Work to be completed –
Retype the data that follows line by line, exactly, and leave its pictures out.

╭─ Material to process

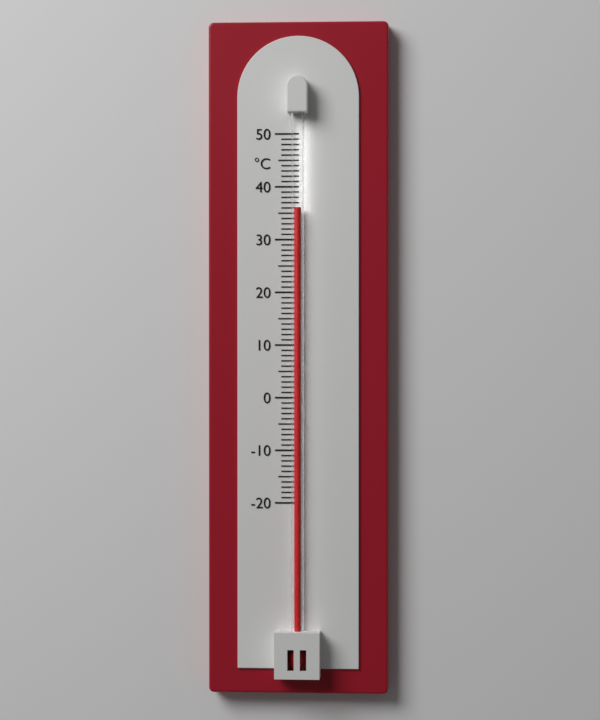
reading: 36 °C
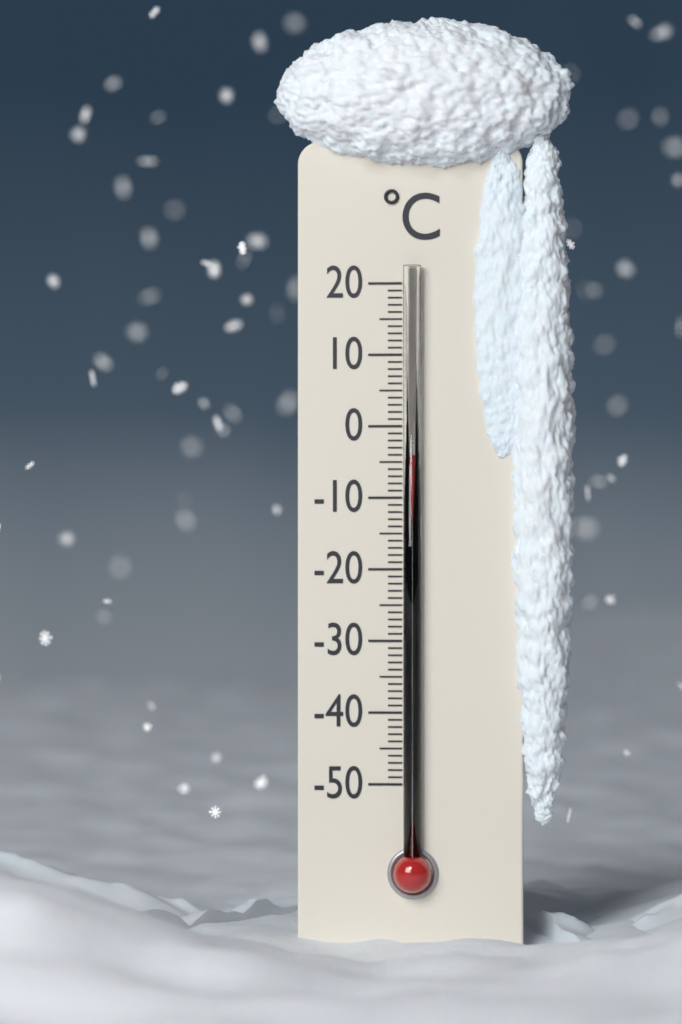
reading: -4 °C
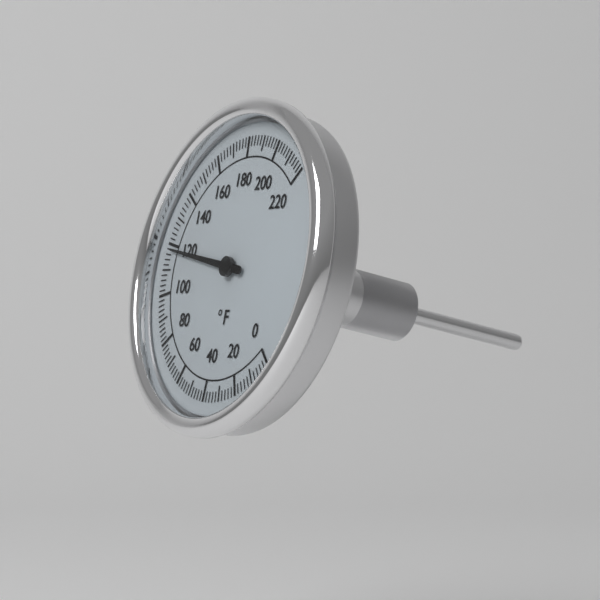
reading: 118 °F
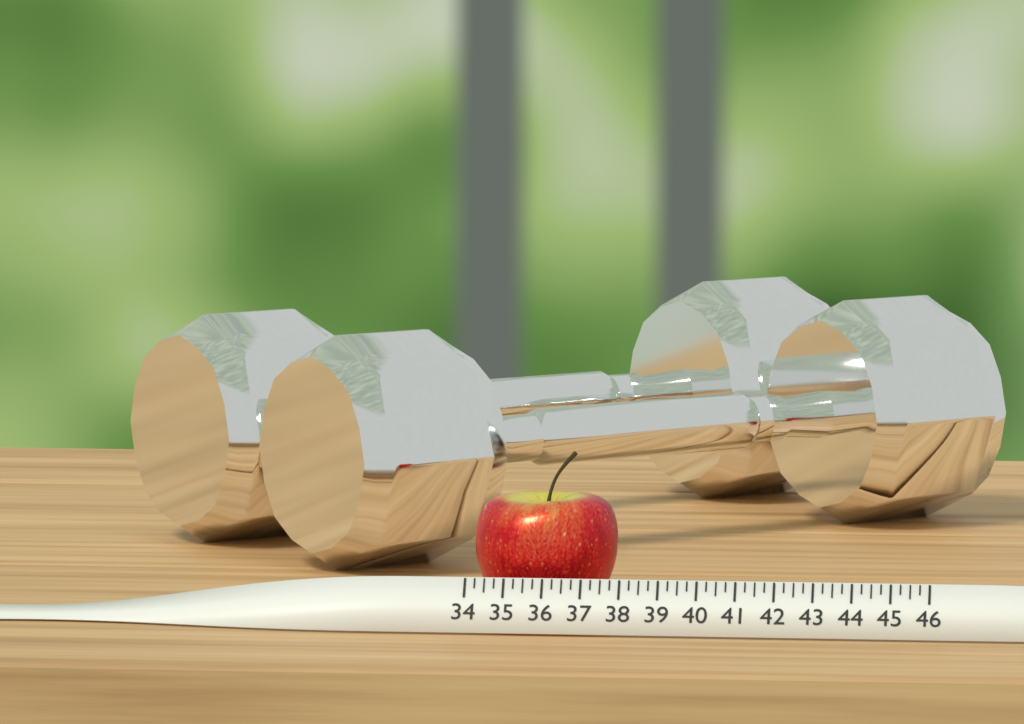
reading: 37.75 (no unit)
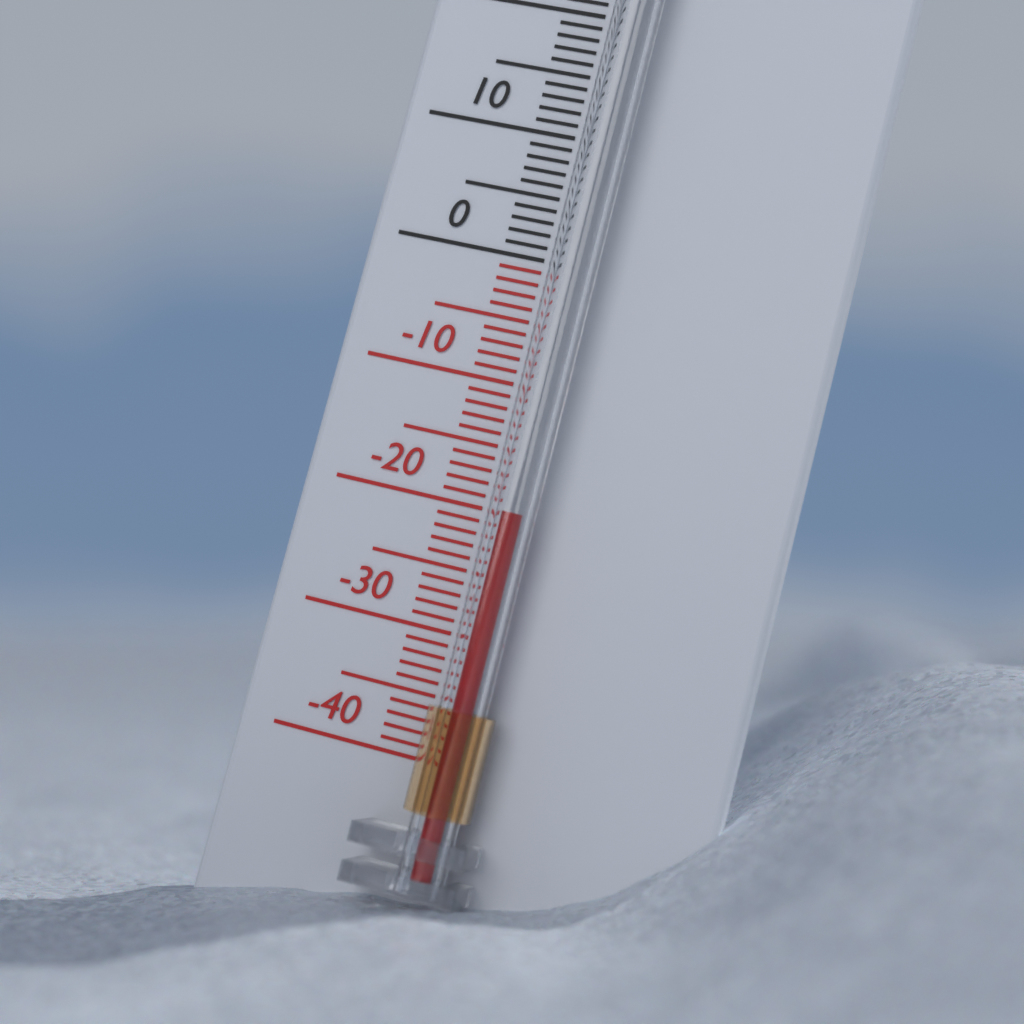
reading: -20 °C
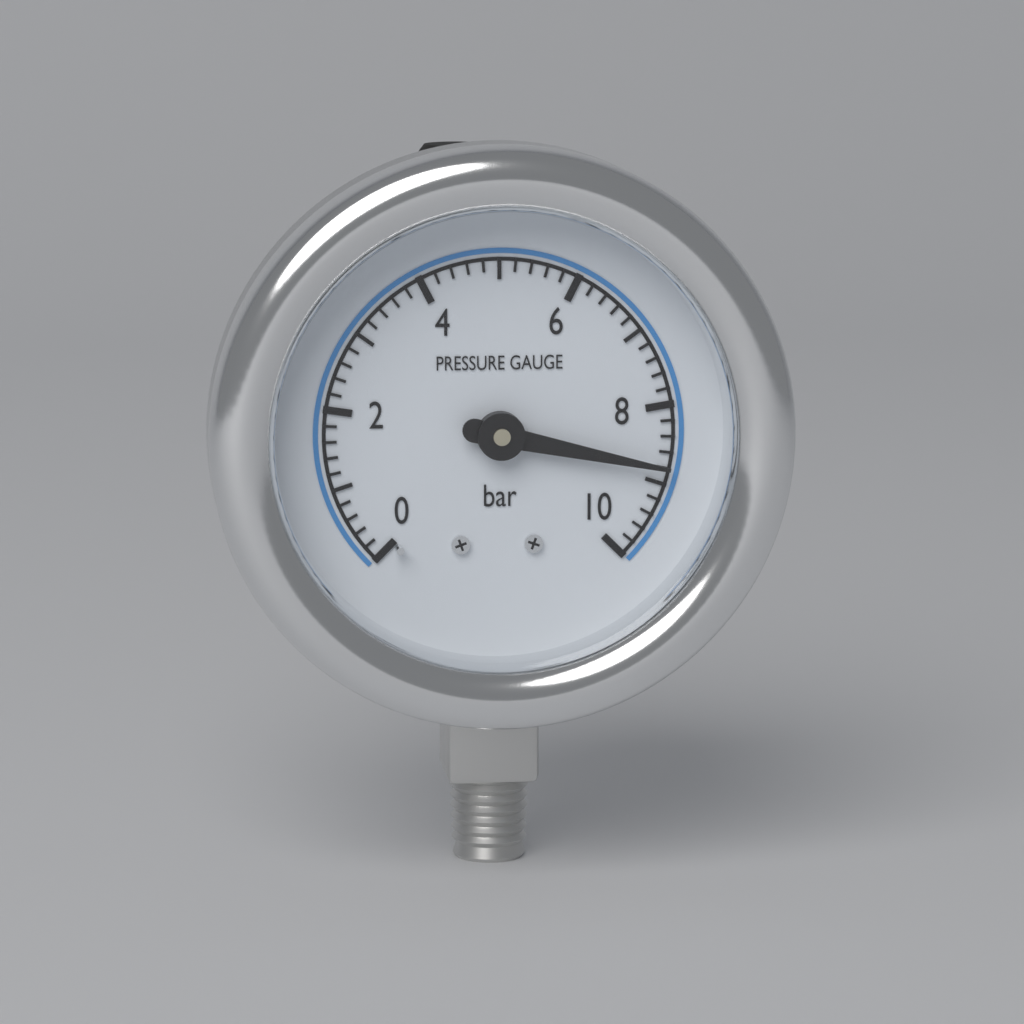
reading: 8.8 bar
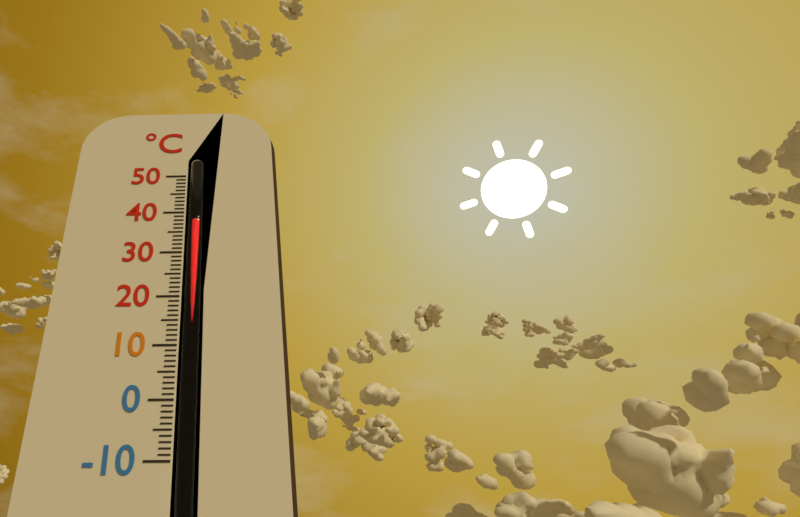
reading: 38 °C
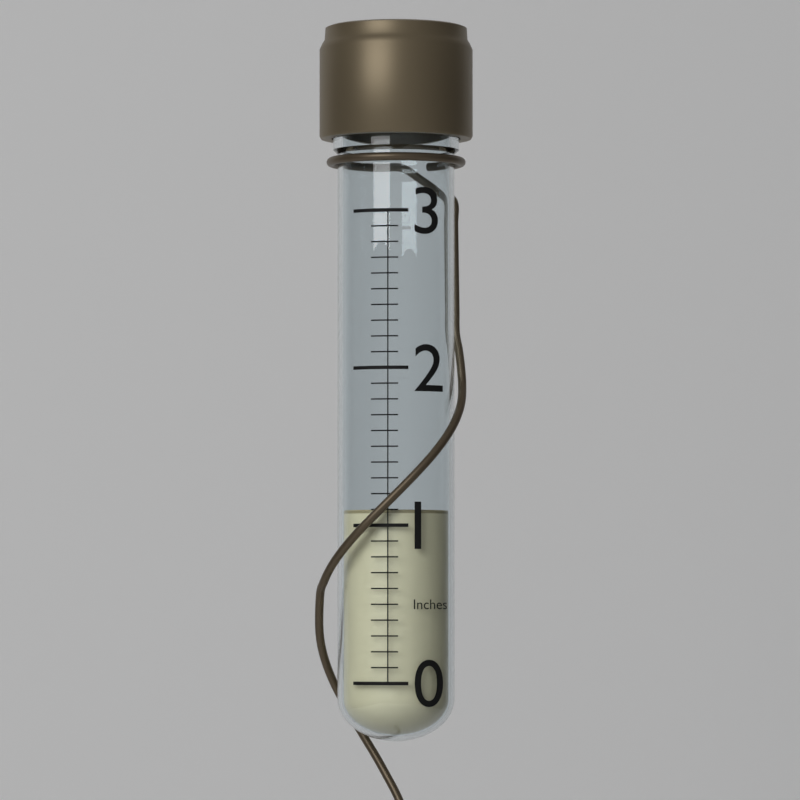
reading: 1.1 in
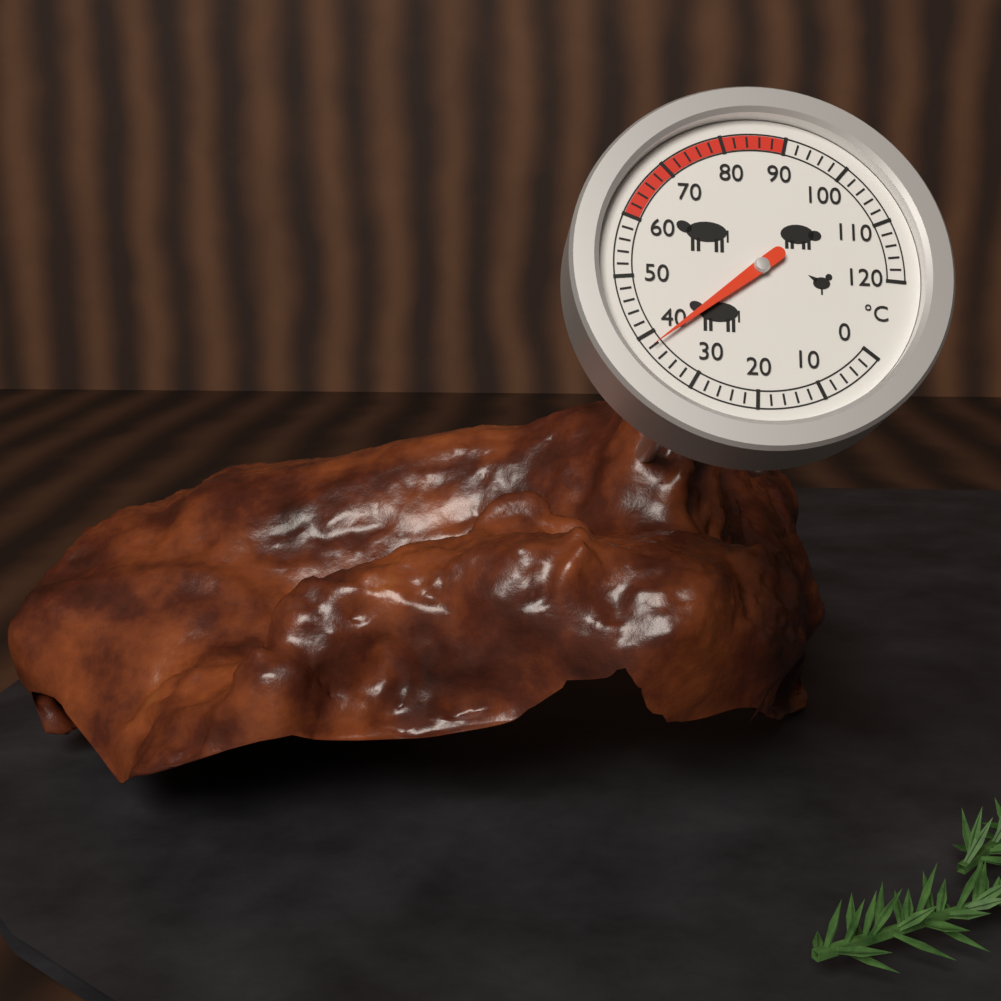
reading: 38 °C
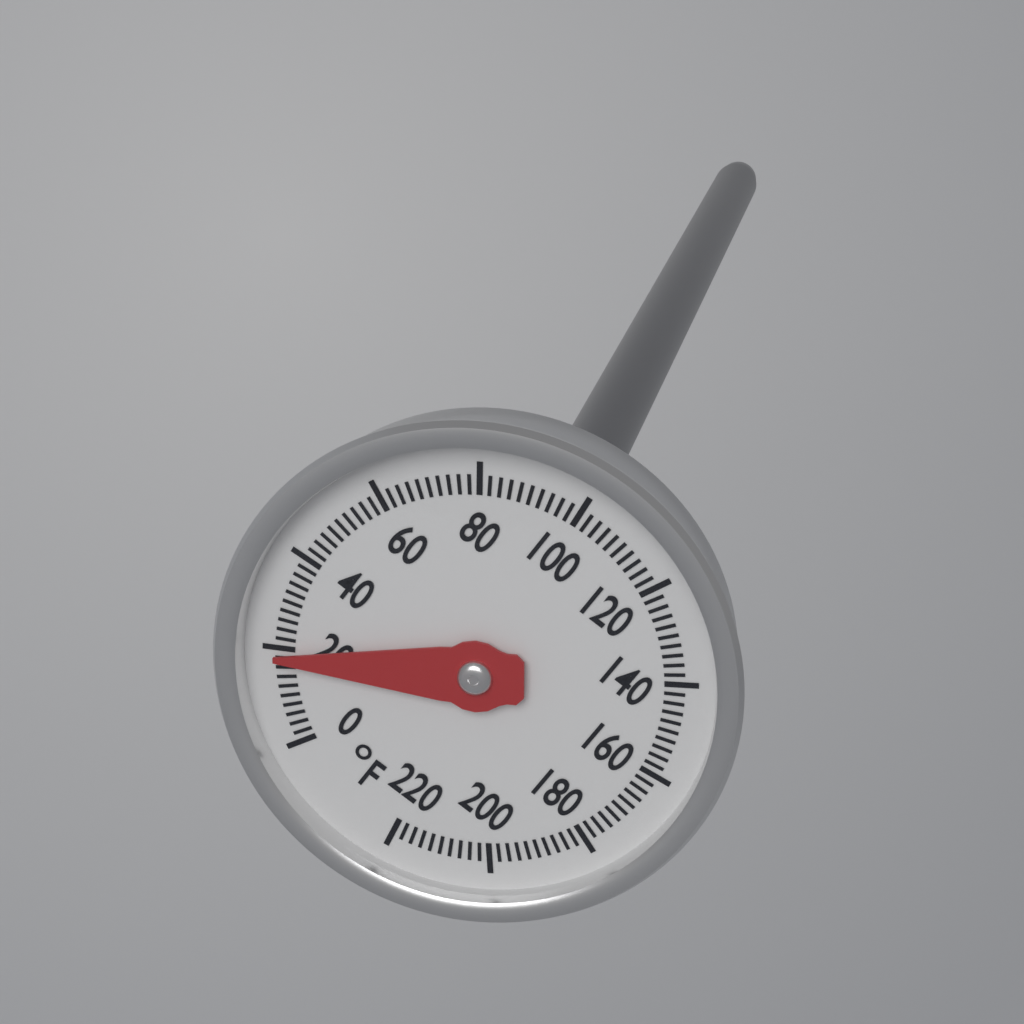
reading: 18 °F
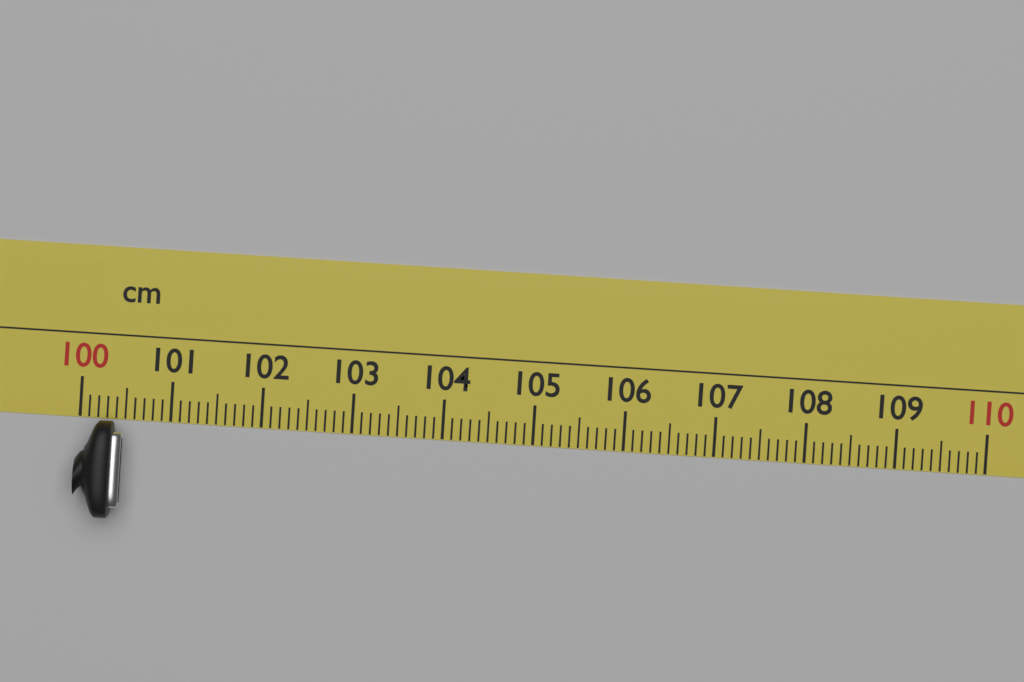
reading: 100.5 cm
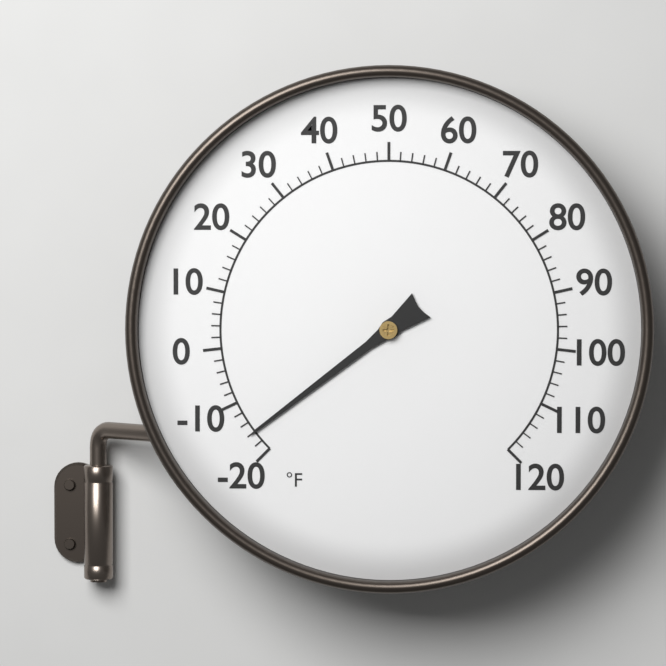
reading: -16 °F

╰─

Answer box –
reading: 36 °C
reading: -4 °C
reading: 118 °F
reading: 37.75 (no unit)
reading: -20 °C
reading: 8.8 bar
reading: 38 °C
reading: 1.1 in
reading: 38 °C
reading: 18 °F
reading: 100.5 cm
reading: -16 °F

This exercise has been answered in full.